Those Rodime MFM drives have a very distinctive sound. I have an ACT Apricot Xi with a 10Mb Rodime drive.
@capolaya Жыл бұрын
My first computer had a 30MB one. I clearly remember when it failed and made a characteristic sound which I haven't forgotten despite more than 30 years have passed. 'chuck-uh-chuck chuck-uh-chuck (x2) chee kee'
@MotownBatman Жыл бұрын
Always wanted to see one of these, What a killer piece of history. hardware
@hammerpaal Жыл бұрын
Mr. Know-It-All needs his own Yt channel. I like how he tries to insult you in a hilarious way. =)
@snap_oversteer4 ай бұрын
These 3.5" Rodimes seem pretty reliable, I helped mine to get unstuck just with a screw driver through the 5.25" cage hole and it came back to life after almost a decade of sleeping.
@MrHBSoftware Жыл бұрын
stessing the drive is good...prevents stiction in the near future, also heats up the bearings and softens the old grease....like i do with both my bad knees...it hurts a lot when i start jogging but after some minutes it starts to feel good and they work better the rest of the week
@SyldabiaHacks Жыл бұрын
A nice job to make on this machines, is remove older power supply circuit and remplace by a current and efficient circuit like atx sfx models. Are small and easy to adapt. Only some times you need -5v but you can add it with a dc to dc converter.

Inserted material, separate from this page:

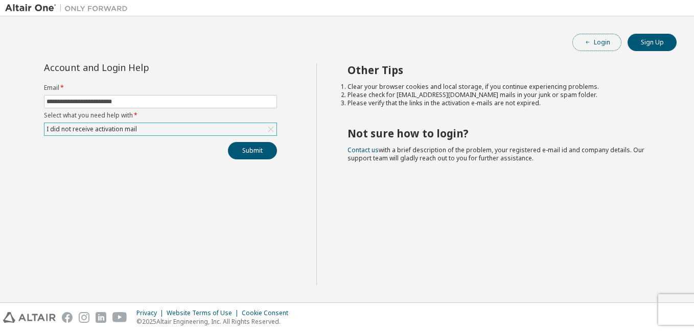  Describe the element at coordinates (363, 150) in the screenshot. I see `a: Contact us` at that location.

From 12 to 5 aislated to put positive to ground and negative to -5v pin on atx connector.
@THEPHINTAGECOLLECTOR Жыл бұрын
Yeah, I'm actually thinking about doing something like that to restore an old IBM machine, which has a broken PSU
@capolaya Жыл бұрын
You are lucky that the drive worked so quickly, you could have had a failed head stepper motor... This happened to me with an old Mac SCSI drive.
@JohnKiniston Жыл бұрын
I have a IBM 5155 with two non functional 360k drives, I dread opening it to try and repair the drives.

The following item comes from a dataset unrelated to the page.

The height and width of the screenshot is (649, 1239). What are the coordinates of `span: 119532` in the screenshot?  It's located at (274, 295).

@THEPHINTAGECOLLECTOR Жыл бұрын
I just recently had to do it for the 5155 as well, though it was not captured on video, as I did already quiet a few videos on fixing floppy drives already. Nevertheless, you find some useful hints on the floppy drives used in the 5155 here: www.lo-tech.co.uk/wiki/QumeTrak_142_5%C2%BC-inch_Floppy_Disk_Drive Beware, later revisions of the 5155 used NEC drives. Though, if you have the QumeTrak, it was in my experience very straight forward. For me, it took just some head cleaning to make them working again.